By federal statute, an individual tried for a capital crime in a federal court was entitled to appointed counsel, and, by judicial practice, the federal courts came to appoint counsel frequently for indigents charged with noncapital crimes, although it may be assumed that the practice fell short at times of what is now constitutionally required.1 State constitutions and statutes gradually ensured a defendant the right to appear in state trials with retained counsel, but the states were far less uniform on the existence and scope of a right to appointed counsel. It was in the context of a right to appointed counsel that the Supreme Court began to develop its modern jurisprudence on a constitutional right to counsel generally, first applying procedural due process analysis under the Fourteenth Amendment to state trials, also finding a Sixth Amendment based right to appointed counsel in federal prosecutions, and eventually applying this Sixth Amendment based right to the states.

The development began in Powell v. Alabama,2 in which the Court set aside the convictions of eight black youths sentenced to death in a hastily carried-out trial without benefit of counsel. Due process, Justice Sutherland said for the Court, always requires the observance of certain fundamental personal rights associated with a hearing, and the right to the aid of counsel is of this fundamental character. This observation was about the right to retain counsel of one's choice and at one's expense, and included an eloquent statement of the necessity of counsel. The right to be heard would be, in many cases, of little avail if it did not comprehend the right to be heard by counsel. Even the intelligent and educated layman has small and sometimes no skill in the science of law. If charged with crimes, he is incapable, generally, of determining for himself whether the indictment is good or bad. He is unfamiliar with the rules of evidence. Left without the aid of counsel he may be put on trial without a proper charge, and convicted upon incompetent evidence, or evidence irrelevant to the issue or otherwise inadmissible. He lacks both the skill and knowledge adequately to prepare his defense, even though he have a perfect one. He requires the guiding hand of counsel at every step in the proceedings against him. Without it, though he is not guilty, he faces the danger of conviction because he does not know how to establish his innocence.3

The failure to afford the defendants an opportunity to retain counsel violated due process, but the Court acknowledged that the youths could not have retained counsel. Therefore, the Court concluded, under the circumstances—the ignorance and illiteracy of the defendants, their youth, the circumstances of public hostility, the imprisonment and the close surveillance of the defendants by the military forces, the fact that their friends and families were all in other states and communication with them necessarily difficult, and above all that they stood in deadly peril of their lives—the necessity of counsel was so vital and imperative that the failure of the trial court to make an effective appointment of counsel was likewise a denial of due process within the meaning of the Fourteenth Amendment.

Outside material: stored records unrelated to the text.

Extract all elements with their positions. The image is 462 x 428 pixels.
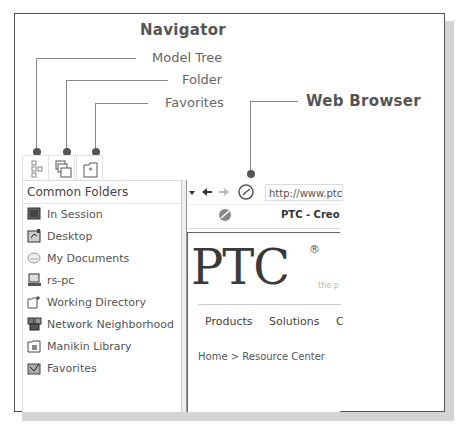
favorites-callout-label: Favorites bbox=[165, 95, 224, 110]
folder-item-favorites[interactable]: Favorites bbox=[27, 359, 97, 377]
site-menu: Products Solutions C bbox=[205, 315, 357, 328]
browser-page: PTC ® the p Products Solutions C Home > … bbox=[187, 232, 340, 412]
my-documents-icon bbox=[27, 251, 42, 265]
folder-item-working-directory[interactable]: Working Directory bbox=[27, 293, 146, 311]
folder-item-my-documents[interactable]: My Documents bbox=[27, 249, 129, 267]
folder-leader-h bbox=[66, 80, 168, 81]
model-tree-tab[interactable] bbox=[22, 155, 49, 181]
svg-text:*: * bbox=[89, 167, 93, 176]
in-session-icon bbox=[27, 207, 42, 221]
favorites-tab[interactable]: * bbox=[76, 155, 103, 181]
web-browser-leader-dot bbox=[247, 170, 255, 178]
model-tree-leader-v bbox=[36, 58, 37, 150]
navigator-callout-title: Navigator bbox=[140, 21, 226, 39]
manikin-library-icon bbox=[27, 339, 42, 353]
web-browser-leader-h bbox=[250, 101, 298, 102]
browser-tab-bar: PTC - Creo bbox=[187, 204, 340, 229]
web-browser: http://www.ptc. PTC - Creo PTC ® the p P… bbox=[186, 180, 340, 412]
folder-item-in-session[interactable]: In Session bbox=[27, 205, 103, 223]
model-tree-callout-label: Model Tree bbox=[152, 50, 222, 65]
browser-toolbar: http://www.ptc. bbox=[187, 180, 340, 205]
favorites-leader-h bbox=[95, 103, 148, 104]
web-browser-callout-title: Web Browser bbox=[306, 92, 421, 110]
ptc-tagline: the p bbox=[318, 281, 339, 290]
ptc-logo[interactable]: PTC bbox=[191, 237, 289, 297]
forward-button[interactable] bbox=[217, 184, 231, 200]
favorites-folder-icon bbox=[27, 361, 42, 375]
url-field[interactable]: http://www.ptc. bbox=[265, 184, 343, 201]
desktop-icon bbox=[27, 229, 42, 243]
folder-item-manikin-library[interactable]: Manikin Library bbox=[27, 337, 132, 355]
model-tree-icon bbox=[23, 156, 50, 182]
breadcrumb: Home > Resource Center bbox=[198, 351, 325, 362]
folder-callout-label: Folder bbox=[182, 72, 222, 87]
folder-leader-v bbox=[66, 80, 67, 150]
favorites-leader-v bbox=[95, 103, 96, 150]
browser-tab-title[interactable]: PTC - Creo bbox=[281, 209, 340, 220]
navigator-panel: Common Folders In Session Desktop My Doc… bbox=[22, 180, 183, 412]
web-browser-leader-v bbox=[250, 101, 251, 172]
folder-item-rs-pc[interactable]: rs-pc bbox=[27, 271, 74, 289]
folder-icon bbox=[49, 156, 76, 182]
menu-solutions[interactable]: Solutions bbox=[269, 315, 320, 328]
model-tree-leader-h bbox=[36, 58, 136, 59]
folder-item-desktop[interactable]: Desktop bbox=[27, 227, 92, 245]
working-directory-icon bbox=[27, 295, 42, 309]
favorites-icon: * bbox=[77, 156, 104, 182]
network-icon bbox=[27, 317, 42, 331]
registered-mark: ® bbox=[309, 243, 320, 256]
back-button[interactable] bbox=[200, 184, 214, 200]
page-loading-icon bbox=[217, 207, 233, 223]
folder-item-network-neighborhood[interactable]: Network Neighborhood bbox=[27, 315, 174, 333]
dropdown-arrow-icon[interactable] bbox=[189, 190, 195, 196]
divider bbox=[198, 304, 341, 305]
history-icon[interactable] bbox=[236, 182, 256, 202]
folder-tab[interactable] bbox=[48, 155, 75, 181]
menu-products[interactable]: Products bbox=[205, 315, 253, 328]
menu-c[interactable]: C bbox=[336, 315, 344, 328]
common-folders-header: Common Folders bbox=[23, 181, 182, 204]
computer-icon bbox=[27, 273, 42, 287]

The holding was narrow. The Court stated that in a case in which the defendant faces the death penalty, does not have a lawyer, and is unable to mount his own defense because of intellectual disability, illiteracy, or a similar condition, it is the duty of the court, whether requested or not, to assign counsel for him as a necessary requisite of due process of law.4

Defendants Who Cannot Afford An Attorney

The next step in the expansion came in Johnson v. Zerbst,5 in which the Court announced an absolute rule requiring the appointment of counsel for federal criminal defendants who could not afford to retain a lawyer. The right to assistance of counsel, Justice Black wrote for the Court, is necessary to insure fundamental human rights of life and liberty. Without stopping to distinguish between the right to retain counsel and the right to have counsel provided if the defendant cannot afford to hire one, the Justice quoted Justice Sutherland's invocation of the necessity of legal counsel for even the intelligent and educated layman and said: 

"The Sixth Amendment withholds from federal courts, in all criminal proceedings, the power and authority to deprive an accused of his life or liberty unless he has or waives the assistance of counsel."6

Any waiver, the Court ruled, must be by the intelligent choice of the defendant, will not be presumed from a silent record, and must be determined by the trial court before proceeding in the absence of counsel.7

An effort to obtain the same rule in the state courts in all criminal proceedings was rebuffed in Betts v. Brady.8 Justice Roberts for the Court observed that the Sixth Amendment would compel the result only in federal courts but that in state courts the Due Process Clause of the Fourteenth Amendment formulates a concept less rigid and more fluid than those guarantees embodied in the Bill of Rights, although a state denial of a right protected in one of the first eight Amendments might in certain circumstances be a violation of due process. The question was rather whether the constraint laid by the Amendment upon the national courts expresses a rule so fundamental and essential to a fair trial, and so, to due process of law, that it is made obligatory upon the States by the Fourteenth Amendment.9

Examining the common-law rules, the English practice, and the state constitutions, laws, and practices, the Court concluded that it was the considered judgment of the people, their representatives, and their courts that appointment of counsel is not a fundamental right essential to a fair trial. Want of counsel in a particular case might result in a conviction lacking in fundamental fairness and so necessitate the interposition of constitutional restriction upon state practice, but this was not the general rule.10 Justice Black in dissent argued that the Fourteenth Amendment made the Sixth applicable to the states and required the appointment of counsel, but that even on the Court's terms counsel was a fundamental right and appointment was required by due process.11

Learn More: When Does the Right to An Attorney Apply?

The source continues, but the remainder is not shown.